Chapter 249: Don't Look Back
Bai Yuyan hated winter roads, but she refused to dwell on it.
Sure, it made the land stretch out further. Sure, it made everything more dangerous as the ice hid beneath the fresh snow, promising injury if you put a single foot wrong, or death if that person was really unlucky.
The entire world around her was bleak and grey, but she had to press forward. She wasn't going to leave her husband alone in Daiyu… not with the look on his face when he talked about that bitch.

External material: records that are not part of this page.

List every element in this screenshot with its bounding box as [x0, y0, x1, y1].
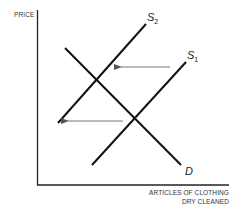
- s1-subscript: 1: [194, 56, 198, 63]
- supply-s2-label: S2: [147, 11, 158, 25]
- supply-demand-diagram: PRICE ARTICLES OF CLOTHING DRY CLEANED S…: [0, 0, 243, 213]
- s2-subscript: 2: [154, 18, 158, 25]
- supply-s1-label: S1: [187, 49, 198, 63]
- y-axis-label: PRICE: [14, 10, 34, 19]
- x-axis-label-line2: DRY CLEANED: [149, 197, 229, 206]
- demand-curve: [65, 48, 181, 165]
- diagram-canvas: [0, 0, 243, 213]
- x-axis-label: ARTICLES OF CLOTHING DRY CLEANED: [149, 188, 229, 206]
- demand-label: D: [185, 165, 193, 177]
- supply-curve-s1: [92, 62, 186, 165]
- supply-curve-s2: [58, 24, 146, 123]
- d-letter: D: [185, 165, 193, 177]
- x-axis-label-line1: ARTICLES OF CLOTHING: [149, 188, 229, 197]
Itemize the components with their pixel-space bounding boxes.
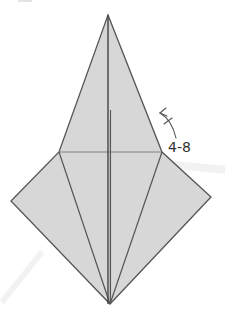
diagram-canvas: 4-8 [0,0,225,318]
origami-diagram [0,0,225,318]
step-reference-label: 4-8 [168,139,191,155]
fold-arrow-icon [160,108,176,138]
paper-model [11,15,211,304]
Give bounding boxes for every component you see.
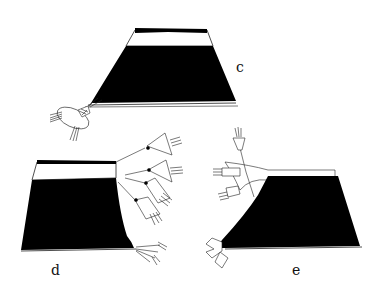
garment-e — [206, 127, 362, 268]
illustration-svg — [0, 0, 377, 285]
panel-label-d: d — [51, 263, 60, 277]
garment-c — [50, 28, 238, 141]
garment-d — [21, 133, 183, 265]
tassel-chain-d — [134, 133, 183, 225]
tassel-bundle-d — [136, 242, 167, 265]
panel-label-e: e — [292, 263, 300, 277]
figure-canvas: c d e — [0, 0, 377, 285]
tassel-bundle-c — [50, 98, 102, 141]
panel-label-c: c — [236, 60, 244, 74]
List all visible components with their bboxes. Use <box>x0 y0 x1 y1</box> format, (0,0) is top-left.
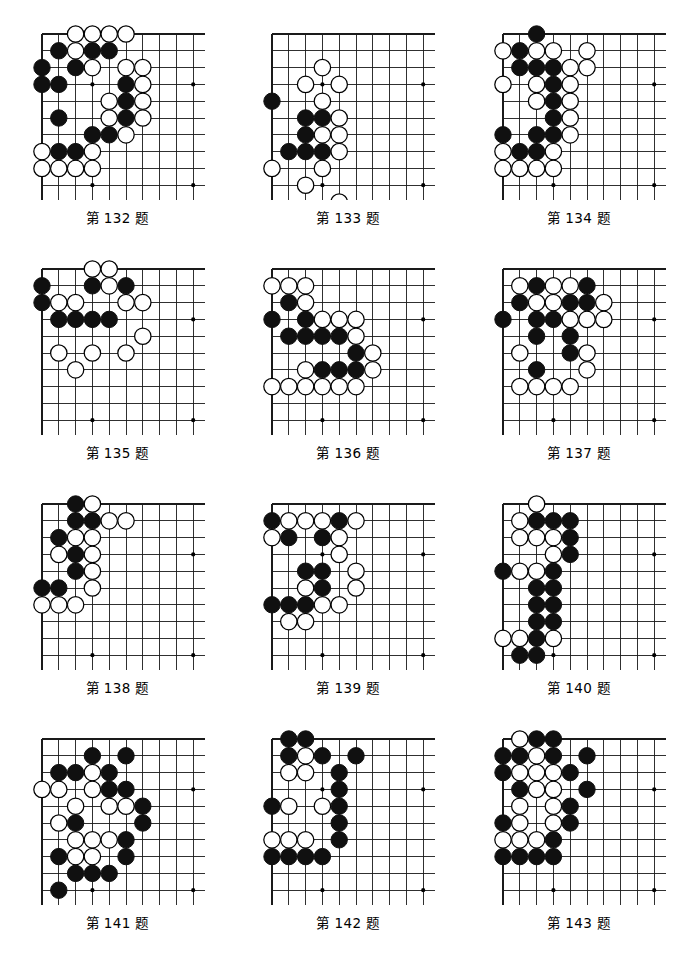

Her captain of the guards rode half a length ahead of her, his cloak pulled tight around him as his eyes moved from ditch to treeline and back again. Six riders formed a moving shell around her palanquin: another eight scouted in sweeps, making sure that there was nothing even remotely dangerous around them.
The rest of her entourage…pack mules, wagon with provisions, three maids, a physician, a scribe… just the bare essentials…moved at her command, never too fast and never in a blind line. They wore traveling greys, a neutral color that didn't denote any specific country, with Baiguang's green hidden underneath.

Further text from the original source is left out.